Baldness cancer link
MEN who start going bald by the age of 20 are twice as likely to develop prostate cancer later in life, The Australian reports. If confirmed, the findings would allow men to be screened decades before the average age of disease onset and offered preventive treatment. The study, in the journal Annals of Oncology, found that men with the disease were twice as likely to have started going bald when they were 20 as those in a control group. Finasteride, already used for hair regrowth and to treat benign prostate tumours, could in future be used as a preventive treatment.

Pertussis alert
THE death of a newborn baby from whooping cough in Melbourne has triggered a call for Victorians to vaccinate against pertussis, The Age reports. Health authorities said it was the first death to be linked to pertussis in Victoria since 2004, and coincided with an unprecedented whooping cough epidemic for the state. A Health Department spokesman said there had been 1353 infections reported since January in Victoria — more than double the 628 cases for the same period last year.

Cost of fast-food binge
RESEARCHERS say a rise in average cholesterol levels could be linked to increased spending on fast food during the global financial crisis, The Age reports. The researchers from the Baker IDI Heart and Diabetes Institute in Melbourne conducted Australia’s largest-ever study of cholesterol levels. They say a fast-food binge could explain the rise after five years of decline. Lead author Professor Simon Stewart said it was unclear whether the slight rise in cholesterol levels in the study of 200 000 people, whose cholesterol was managed by GPs between 2004 and 2009, would continue or if it was indicative of the wider population.

Reports delayed
QUEENSLAND mental health administrators are taking five times as long as they should to hand over psychiatric reports after ill people are charged with criminal offences, the Brisbane Times reports. The problems, highlighted in a government report, have come to notice again four years after a major review of the state’s mental health laws slammed such delays as “concerning and unsatisfactory”. The Director of Mental Health sends a notice to the patient’s treating health service and the local administrator must then arrange for an examination by a psychiatrist “as soon as practicable”. The Mental Health Act sets a 21-day deadline but the average wait last financial year was 115 days.

Doctors speak out
FRUSTRATED doctors at Royal North Shore Hospital have publicly criticised the NSW government’s management of the hospital’s $1 billion redevelopment, the Sydney Morning Herald reports.
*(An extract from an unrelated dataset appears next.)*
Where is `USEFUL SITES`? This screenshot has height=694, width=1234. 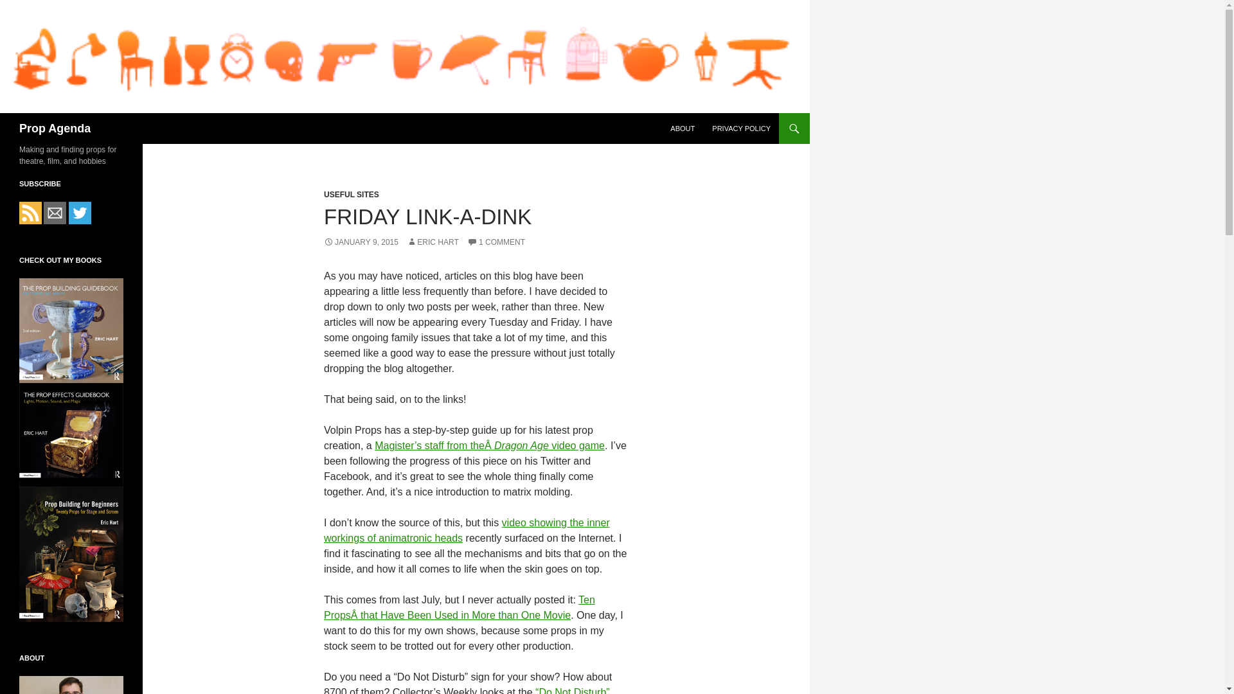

In a rare move, some of the hospital’s most prominent doctors, including the heads of intensive care, mental health, gastrointestinal surgery and women’s and children’s services, as well as the Dean of Medicine at the University of Sydney, have violated NSW Health rules by speaking out. The government plans to sell large areas of land around Royal North Shore, a major referral hospital and trauma centre for the state, potentially hampering hospital operations and preventing expansion.

Power of beliefs
RESEARCHERS have shown that a patient’s belief that a drug will not work can become a self-fulfilling prophecy, BBC News reports. The study, published in Science Translational Medicine, showed that the benefits of painkillers could be boosted or completely wiped out by manipulating expectations. They also identified the regions of the brain which are affected. Experts said this could have important consequences for patient care and for testing new drugs.

Business identifies health failures
THE Business Council of Australia has warned that the health sector requires more dramatic reforms to drive efficiency and safety if it is to meet the needs of an ageing population and rising demand for sophisticated care, the Sydney Morning Herald reports. The Council has released a report identifying what it says are “market failures” in health care, including the lack of information on performance of doctors and hospitals, inadequate incentives for good results and a lack of penalties for poor outcomes in patient care. It says more extensive changes are needed to empower consumers than what is proposed in the health reform agreement.